Yellowstone National Park was not only the U.S.’s first national park, it was the world’s first national park — inspiring countries to set aside public land, for the public, around the globe. Yellowstone has seen many changes over its nearly 150 years as a park, from the extirpation of wolves in the mid 1990′s and their later successful reintroduction, to the epic fire season of 1988, which left more than one-third of the massive park blackened and scorched.

But not until recently has Yellowstone had to contend with the variety and severity of the ecological impacts that come with a changing climate. Park managers, charged with minimizing human interference in this haven of the American West as it was, now have a much bigger task on their hands than preventing littering and making sure campfires are out. An entire global system is out of balance.

The Yellowstone Center for Resources has just released its 2013 “Natural Resources Vital Signs” report, providing the latest data on two dozen key ecological indicators — from invasive species to fire statistics — that affect the park’s health.

The report finds that precipitation has been declining, while temperatures have been on the rise throughout much of the Greater Yellowstone Area. The data show that Yellowstone is still gripped in a long-term drought. Total annual precipitation at Mammoth Hot Springs has been below average since 1976. The 5-year running average of annual peak snowpack at the Northeast entrance has declined 22 percent since 1975 — from 14.5 inches to 11.3 inches. The length of the snow season has declined as well. In 1980, peak snowpack lasted for 208 days, now it only stays around for 185 days.

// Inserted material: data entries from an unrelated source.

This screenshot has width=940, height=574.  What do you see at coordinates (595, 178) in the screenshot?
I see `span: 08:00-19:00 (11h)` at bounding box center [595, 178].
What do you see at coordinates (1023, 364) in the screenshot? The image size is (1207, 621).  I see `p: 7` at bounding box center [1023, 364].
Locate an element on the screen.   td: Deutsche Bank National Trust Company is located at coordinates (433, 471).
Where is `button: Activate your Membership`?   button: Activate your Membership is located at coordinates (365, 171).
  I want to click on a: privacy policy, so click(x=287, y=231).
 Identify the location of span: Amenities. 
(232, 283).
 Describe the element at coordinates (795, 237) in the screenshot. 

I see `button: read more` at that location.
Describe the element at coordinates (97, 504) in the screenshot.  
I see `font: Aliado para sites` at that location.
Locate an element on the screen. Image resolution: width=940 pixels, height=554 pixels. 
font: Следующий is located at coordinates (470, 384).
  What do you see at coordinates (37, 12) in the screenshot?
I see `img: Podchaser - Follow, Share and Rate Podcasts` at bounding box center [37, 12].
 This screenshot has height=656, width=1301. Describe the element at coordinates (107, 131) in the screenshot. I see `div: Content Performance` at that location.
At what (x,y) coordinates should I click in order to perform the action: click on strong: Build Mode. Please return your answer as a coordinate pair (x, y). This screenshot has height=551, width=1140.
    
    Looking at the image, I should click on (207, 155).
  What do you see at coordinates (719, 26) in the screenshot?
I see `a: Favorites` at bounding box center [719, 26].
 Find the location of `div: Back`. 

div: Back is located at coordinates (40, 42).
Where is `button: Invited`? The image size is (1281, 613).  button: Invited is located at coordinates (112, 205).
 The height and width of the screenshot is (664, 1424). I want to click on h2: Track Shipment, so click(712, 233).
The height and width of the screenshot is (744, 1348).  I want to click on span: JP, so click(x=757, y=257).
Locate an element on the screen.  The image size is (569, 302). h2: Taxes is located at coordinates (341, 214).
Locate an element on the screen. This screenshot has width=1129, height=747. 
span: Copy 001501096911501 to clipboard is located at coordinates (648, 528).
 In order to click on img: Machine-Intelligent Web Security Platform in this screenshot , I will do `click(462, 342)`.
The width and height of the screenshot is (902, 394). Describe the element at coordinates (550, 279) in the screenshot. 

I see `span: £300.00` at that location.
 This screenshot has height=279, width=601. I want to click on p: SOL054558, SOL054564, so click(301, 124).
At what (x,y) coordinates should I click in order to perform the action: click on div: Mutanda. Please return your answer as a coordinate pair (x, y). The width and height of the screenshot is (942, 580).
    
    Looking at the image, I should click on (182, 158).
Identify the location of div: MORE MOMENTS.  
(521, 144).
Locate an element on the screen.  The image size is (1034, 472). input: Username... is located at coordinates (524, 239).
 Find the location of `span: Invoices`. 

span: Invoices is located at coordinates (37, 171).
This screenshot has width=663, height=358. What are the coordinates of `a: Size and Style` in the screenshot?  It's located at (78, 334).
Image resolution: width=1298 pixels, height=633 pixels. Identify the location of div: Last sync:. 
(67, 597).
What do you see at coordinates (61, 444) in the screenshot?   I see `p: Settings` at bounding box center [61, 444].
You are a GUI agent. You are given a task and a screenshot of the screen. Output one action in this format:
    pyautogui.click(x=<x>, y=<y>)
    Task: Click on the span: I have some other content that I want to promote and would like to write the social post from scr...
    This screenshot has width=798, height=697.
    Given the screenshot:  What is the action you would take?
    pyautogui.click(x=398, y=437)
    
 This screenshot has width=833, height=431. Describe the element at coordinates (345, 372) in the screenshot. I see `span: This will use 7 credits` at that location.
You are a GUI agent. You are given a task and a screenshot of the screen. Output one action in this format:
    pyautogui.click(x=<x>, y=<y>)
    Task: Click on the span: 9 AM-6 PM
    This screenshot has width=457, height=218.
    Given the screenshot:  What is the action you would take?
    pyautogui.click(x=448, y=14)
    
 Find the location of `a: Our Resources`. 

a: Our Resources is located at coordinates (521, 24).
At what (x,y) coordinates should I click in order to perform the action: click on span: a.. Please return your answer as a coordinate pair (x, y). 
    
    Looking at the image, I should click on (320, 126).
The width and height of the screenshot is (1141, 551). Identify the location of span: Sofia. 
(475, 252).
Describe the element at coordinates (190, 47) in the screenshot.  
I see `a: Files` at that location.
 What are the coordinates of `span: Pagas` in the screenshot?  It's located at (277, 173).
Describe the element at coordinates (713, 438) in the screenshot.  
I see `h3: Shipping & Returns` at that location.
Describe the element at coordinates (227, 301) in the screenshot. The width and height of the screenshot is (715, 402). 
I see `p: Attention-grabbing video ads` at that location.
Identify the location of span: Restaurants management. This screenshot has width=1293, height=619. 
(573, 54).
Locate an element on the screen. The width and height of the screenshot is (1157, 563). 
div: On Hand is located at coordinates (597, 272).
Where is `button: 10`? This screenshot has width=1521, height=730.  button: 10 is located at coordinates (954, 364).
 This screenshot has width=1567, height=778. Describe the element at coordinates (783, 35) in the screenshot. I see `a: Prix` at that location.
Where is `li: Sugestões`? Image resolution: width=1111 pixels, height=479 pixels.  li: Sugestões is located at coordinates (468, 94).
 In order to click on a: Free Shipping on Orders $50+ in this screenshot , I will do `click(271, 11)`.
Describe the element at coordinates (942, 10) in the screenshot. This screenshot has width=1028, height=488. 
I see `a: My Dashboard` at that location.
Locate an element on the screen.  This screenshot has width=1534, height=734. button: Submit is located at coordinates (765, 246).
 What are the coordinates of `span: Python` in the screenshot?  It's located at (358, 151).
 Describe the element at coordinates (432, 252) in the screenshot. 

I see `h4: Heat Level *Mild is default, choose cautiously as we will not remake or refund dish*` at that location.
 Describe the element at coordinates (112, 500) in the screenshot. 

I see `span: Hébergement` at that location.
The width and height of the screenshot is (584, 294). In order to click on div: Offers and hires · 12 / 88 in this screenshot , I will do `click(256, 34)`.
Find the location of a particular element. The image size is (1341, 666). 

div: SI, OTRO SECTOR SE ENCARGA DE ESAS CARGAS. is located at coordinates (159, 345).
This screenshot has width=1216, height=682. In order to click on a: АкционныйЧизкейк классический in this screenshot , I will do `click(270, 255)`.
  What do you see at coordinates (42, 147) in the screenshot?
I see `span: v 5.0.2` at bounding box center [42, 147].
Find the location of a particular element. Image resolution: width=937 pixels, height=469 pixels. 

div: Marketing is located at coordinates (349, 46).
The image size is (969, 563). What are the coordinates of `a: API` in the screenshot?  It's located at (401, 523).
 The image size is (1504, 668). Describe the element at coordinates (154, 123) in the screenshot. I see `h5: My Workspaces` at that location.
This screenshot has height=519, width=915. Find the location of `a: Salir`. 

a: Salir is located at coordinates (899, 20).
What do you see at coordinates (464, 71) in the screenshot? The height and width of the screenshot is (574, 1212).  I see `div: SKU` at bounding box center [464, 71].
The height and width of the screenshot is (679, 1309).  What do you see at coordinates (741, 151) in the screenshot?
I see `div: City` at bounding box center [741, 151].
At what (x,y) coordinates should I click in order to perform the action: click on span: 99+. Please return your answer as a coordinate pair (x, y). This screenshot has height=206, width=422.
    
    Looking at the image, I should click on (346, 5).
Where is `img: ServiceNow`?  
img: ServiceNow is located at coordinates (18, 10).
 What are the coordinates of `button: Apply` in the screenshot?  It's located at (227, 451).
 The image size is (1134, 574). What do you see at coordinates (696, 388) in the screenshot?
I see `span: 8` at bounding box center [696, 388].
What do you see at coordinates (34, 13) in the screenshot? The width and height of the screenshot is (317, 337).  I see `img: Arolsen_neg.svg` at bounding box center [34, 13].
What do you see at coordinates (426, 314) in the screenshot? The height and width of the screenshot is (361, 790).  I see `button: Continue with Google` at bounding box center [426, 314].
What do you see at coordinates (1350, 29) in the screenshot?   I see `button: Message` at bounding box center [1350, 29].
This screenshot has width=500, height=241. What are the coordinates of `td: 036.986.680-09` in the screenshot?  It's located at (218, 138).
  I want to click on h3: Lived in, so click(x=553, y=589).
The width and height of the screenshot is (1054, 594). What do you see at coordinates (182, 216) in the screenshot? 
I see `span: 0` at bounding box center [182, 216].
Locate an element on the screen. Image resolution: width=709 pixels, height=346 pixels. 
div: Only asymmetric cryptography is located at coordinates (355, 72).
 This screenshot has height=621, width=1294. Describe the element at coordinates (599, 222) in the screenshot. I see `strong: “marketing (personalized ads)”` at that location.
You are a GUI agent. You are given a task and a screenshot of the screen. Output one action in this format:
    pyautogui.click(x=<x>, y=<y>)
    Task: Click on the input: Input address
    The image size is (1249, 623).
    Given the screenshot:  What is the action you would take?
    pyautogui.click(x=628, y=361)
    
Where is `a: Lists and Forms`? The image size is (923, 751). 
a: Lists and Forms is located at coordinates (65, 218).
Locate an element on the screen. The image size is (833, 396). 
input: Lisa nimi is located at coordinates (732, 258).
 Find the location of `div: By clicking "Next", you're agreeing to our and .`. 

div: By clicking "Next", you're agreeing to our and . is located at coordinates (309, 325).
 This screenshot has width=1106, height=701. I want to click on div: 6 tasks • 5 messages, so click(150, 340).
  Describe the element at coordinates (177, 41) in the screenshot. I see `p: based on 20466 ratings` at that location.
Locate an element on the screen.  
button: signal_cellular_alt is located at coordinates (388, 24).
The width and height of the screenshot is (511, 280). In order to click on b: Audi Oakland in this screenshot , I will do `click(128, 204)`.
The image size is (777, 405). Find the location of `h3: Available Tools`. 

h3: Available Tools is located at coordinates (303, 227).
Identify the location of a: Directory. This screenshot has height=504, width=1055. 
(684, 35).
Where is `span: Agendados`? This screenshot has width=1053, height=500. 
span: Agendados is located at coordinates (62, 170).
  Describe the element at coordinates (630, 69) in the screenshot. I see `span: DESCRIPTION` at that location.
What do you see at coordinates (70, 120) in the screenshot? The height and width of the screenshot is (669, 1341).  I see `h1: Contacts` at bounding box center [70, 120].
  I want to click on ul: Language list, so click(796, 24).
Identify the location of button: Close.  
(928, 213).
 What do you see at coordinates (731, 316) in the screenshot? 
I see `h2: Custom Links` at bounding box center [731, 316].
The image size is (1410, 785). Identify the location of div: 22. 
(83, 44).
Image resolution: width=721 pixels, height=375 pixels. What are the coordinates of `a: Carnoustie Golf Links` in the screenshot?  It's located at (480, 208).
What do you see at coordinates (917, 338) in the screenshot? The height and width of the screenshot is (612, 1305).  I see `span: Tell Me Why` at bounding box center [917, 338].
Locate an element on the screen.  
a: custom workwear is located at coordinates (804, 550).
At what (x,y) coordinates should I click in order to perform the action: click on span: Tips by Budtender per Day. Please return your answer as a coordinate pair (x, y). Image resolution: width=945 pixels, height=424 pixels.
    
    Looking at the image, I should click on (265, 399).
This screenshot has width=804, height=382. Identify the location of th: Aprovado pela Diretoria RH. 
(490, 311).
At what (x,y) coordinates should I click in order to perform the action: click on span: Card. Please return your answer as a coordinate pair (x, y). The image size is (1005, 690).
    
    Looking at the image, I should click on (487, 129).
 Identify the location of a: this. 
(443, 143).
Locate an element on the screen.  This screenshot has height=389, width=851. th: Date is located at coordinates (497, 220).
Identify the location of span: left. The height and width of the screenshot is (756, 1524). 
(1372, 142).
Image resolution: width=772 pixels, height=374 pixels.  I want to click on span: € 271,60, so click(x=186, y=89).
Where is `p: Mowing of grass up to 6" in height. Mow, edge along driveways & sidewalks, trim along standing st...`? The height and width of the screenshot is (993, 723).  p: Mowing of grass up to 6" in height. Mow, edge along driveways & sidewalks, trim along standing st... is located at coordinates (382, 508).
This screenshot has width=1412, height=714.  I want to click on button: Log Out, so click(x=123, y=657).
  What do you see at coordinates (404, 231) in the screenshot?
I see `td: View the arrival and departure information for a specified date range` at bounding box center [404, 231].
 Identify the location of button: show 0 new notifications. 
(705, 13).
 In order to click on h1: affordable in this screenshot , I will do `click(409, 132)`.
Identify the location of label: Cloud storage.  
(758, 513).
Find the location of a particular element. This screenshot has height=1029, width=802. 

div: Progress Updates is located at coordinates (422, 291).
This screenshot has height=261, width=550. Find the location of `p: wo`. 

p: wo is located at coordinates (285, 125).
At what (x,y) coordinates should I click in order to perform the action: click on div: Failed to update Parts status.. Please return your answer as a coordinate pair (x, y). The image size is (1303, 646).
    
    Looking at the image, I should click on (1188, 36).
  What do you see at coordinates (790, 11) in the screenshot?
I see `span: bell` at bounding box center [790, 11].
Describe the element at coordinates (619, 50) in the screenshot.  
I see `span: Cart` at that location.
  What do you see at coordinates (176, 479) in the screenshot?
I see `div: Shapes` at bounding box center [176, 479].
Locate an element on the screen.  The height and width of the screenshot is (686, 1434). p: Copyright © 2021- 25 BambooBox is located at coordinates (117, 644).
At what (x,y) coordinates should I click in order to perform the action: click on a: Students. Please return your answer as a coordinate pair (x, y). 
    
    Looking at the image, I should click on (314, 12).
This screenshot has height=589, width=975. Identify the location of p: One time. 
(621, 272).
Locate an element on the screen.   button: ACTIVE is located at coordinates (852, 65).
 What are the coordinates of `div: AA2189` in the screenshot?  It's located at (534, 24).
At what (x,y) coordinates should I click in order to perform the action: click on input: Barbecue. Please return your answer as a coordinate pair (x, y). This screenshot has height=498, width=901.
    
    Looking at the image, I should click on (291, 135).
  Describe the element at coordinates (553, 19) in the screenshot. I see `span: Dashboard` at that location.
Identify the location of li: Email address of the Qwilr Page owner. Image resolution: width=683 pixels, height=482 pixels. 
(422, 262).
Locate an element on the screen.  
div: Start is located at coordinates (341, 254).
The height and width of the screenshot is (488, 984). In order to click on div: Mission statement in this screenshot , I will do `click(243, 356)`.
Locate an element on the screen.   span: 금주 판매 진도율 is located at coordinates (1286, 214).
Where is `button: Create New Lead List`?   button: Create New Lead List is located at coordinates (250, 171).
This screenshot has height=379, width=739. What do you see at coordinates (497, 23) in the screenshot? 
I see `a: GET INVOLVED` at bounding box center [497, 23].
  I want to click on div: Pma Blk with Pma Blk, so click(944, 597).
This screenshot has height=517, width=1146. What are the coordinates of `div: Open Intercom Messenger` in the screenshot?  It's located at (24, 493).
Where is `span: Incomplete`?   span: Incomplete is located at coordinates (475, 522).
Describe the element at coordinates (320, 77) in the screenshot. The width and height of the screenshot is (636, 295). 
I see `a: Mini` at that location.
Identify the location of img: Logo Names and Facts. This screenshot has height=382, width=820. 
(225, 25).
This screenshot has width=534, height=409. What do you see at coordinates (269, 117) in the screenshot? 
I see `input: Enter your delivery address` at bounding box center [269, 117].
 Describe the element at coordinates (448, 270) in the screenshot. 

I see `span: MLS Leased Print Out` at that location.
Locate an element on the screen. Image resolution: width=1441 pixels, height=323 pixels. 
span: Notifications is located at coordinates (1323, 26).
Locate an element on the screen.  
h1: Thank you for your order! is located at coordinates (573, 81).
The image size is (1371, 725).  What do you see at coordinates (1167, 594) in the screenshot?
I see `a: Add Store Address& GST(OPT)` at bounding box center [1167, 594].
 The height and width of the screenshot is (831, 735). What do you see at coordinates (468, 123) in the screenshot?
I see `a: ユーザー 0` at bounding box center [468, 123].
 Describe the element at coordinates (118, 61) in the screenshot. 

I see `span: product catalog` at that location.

The drought conditions in the park are hitting amphibians especially hard. One-quarter of the park’s wetland sites didn't have enough surface water in 2012 for breeding amphibians.

The annual average temperature is more than 3 degrees higher than it was between 1971 and 2000, mainly due to rising low temperatures. At the Northeast park entrance, the average minimum daily temperature has increased by 4.6 degrees since 1989.

Warmer weather and prolonged drought are also expected to lead to more wildfire-charred park acres in the future. At present, only “unnatural fires” i.e. those started by careless campers, are put out.

In 2011, the first comprehensive evaluation of how climate change will affect the greater Yellowstone ecosystem was published by the Rocky Mountain Climate Organization, and the Greater Yellowstone Coalition. That report cited vanishing glacial ice and fewer migratory elk as meadow grasses withered in the heat and drought, as some of the most noticeable impacts of climate change already being felt in the park. Warmer temperatures, which have allowed infestations of tree-killing beetles previously held at bay by cold nights, were also highlighted as a major consequence of a warming world. Whitebark pine, a crucial late-season food source for grizzly bears, has been especially hard-hit by the infestation.

Tourism in Yellowstone National Park brings in over $700 annually to local economies. Over 3.4 million visitors made the trip in 2012.

Joanna M. Foster is a Reporter for Climate Progress. She holds an M.A. in Science, Health and Environmental Reporting from New York University and a B.A. in Ecology and Evolutionary Biology from Princeton. Before joining the team at Climate Progress, she wrote for the Green Blog at the New York Times. Her writing has also appeared in OnEarth Magazine, Grist, Mother Jones and at the American Museum of Natural History.